GET AN EXTENSION
Hobby Farms|May - June 2023
County extension services offer an abundance of information on all things ag-related when you have crop, livestock or farming questions.
SARAH E. COLEMAN
GET AN EXTENSION

Do you need help determining what bug is eating your tomatoes? Do you want to bring your horse home but aren't sure where to locate your barn? Are you worried about food poisoning when you try to can this summer? All of these questions - and so many more! - can be answered by your local cooperative extension agency. Staffed by local experts with boots-on-the-ground experience, this office is tasked with disseminating science-based agricultural information to anyone who asks for it.
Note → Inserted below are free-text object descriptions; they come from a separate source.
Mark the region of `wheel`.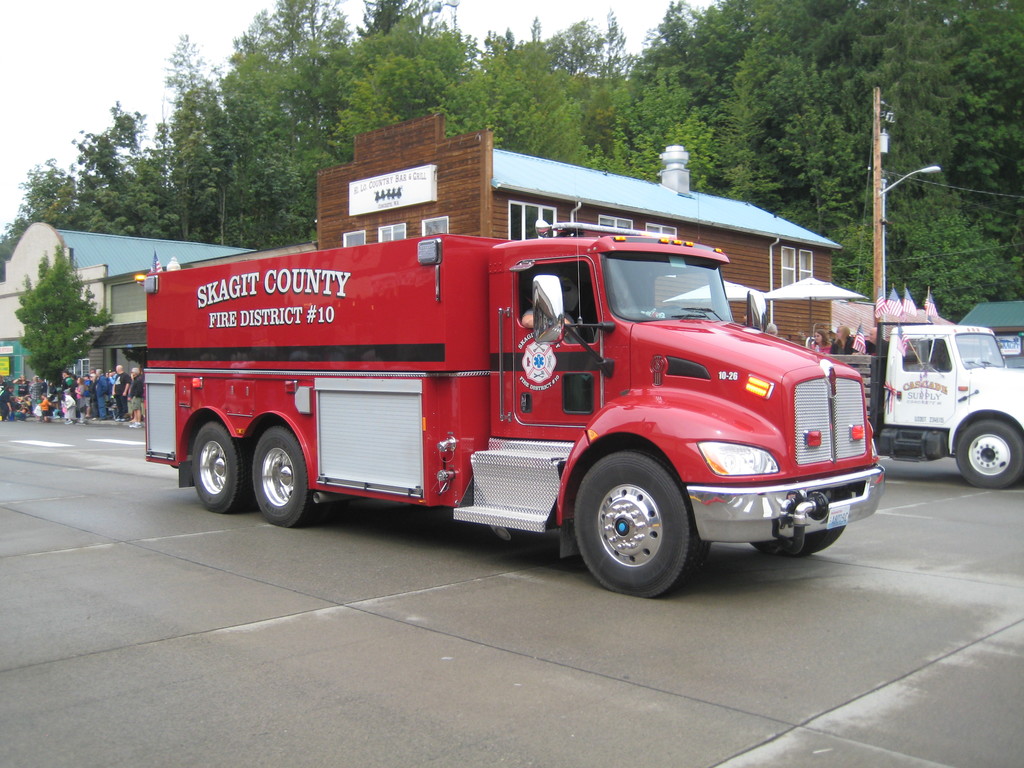
Region: BBox(189, 421, 257, 512).
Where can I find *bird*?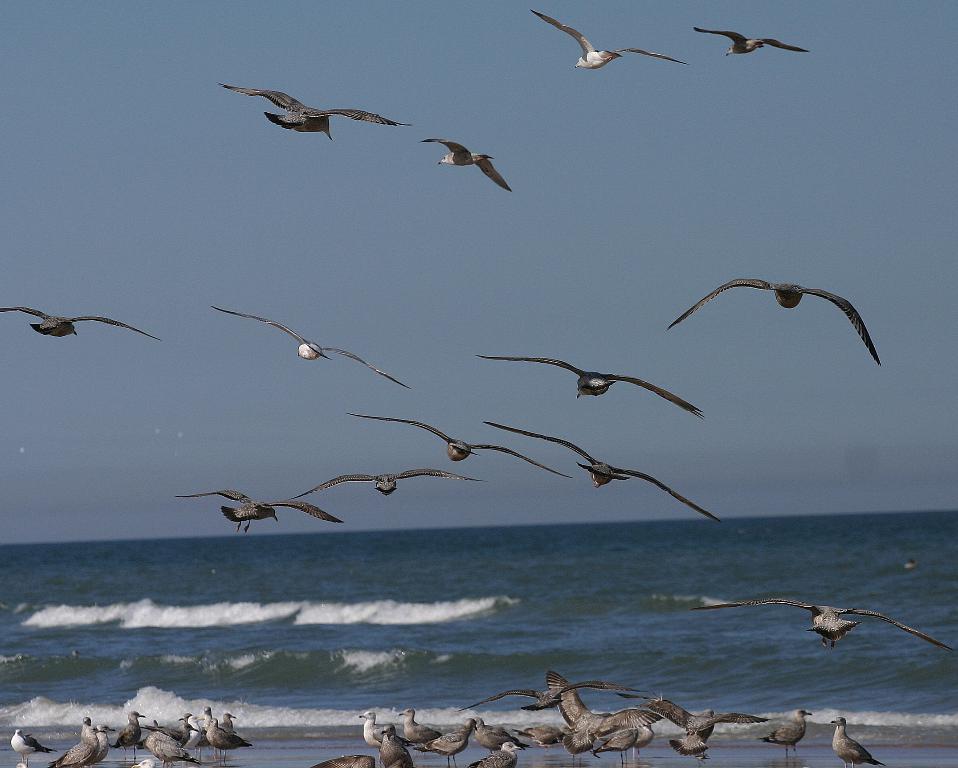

One of the most underutilized farmer resources throughout the nation, extension offices were solely created to disseminate information to those interested in or new to agriculture. Though the definition of agriculture today may be vastly different from what it was in the late 1800s when the agricultural revolution began, the mission of extension offices around the country remains the same: to provide research-based education to those interested in agriculture.

Extension is directly affiliated with land-grant universities (also called land-grant institutions or land-grant colleges) - schools of higher education that received federal support in the form of land and funding. The purpose of these schools was to teach agriculture, science, engineering and military science. Additional congressional acts allowed for the funding of agricultural experiment stations and the dissemination of information gleaned from research conducted at these stations.

Extension was formalized by Congress in 1914, when more than 50% of the U.S. population lived in a rural area and 30% of the workforce was engaged in agriculture. Today, less than 2% of Americans make their living farming and only 17% live in "rural" areas, but extension's mission to disseminate agriculture information remains the same.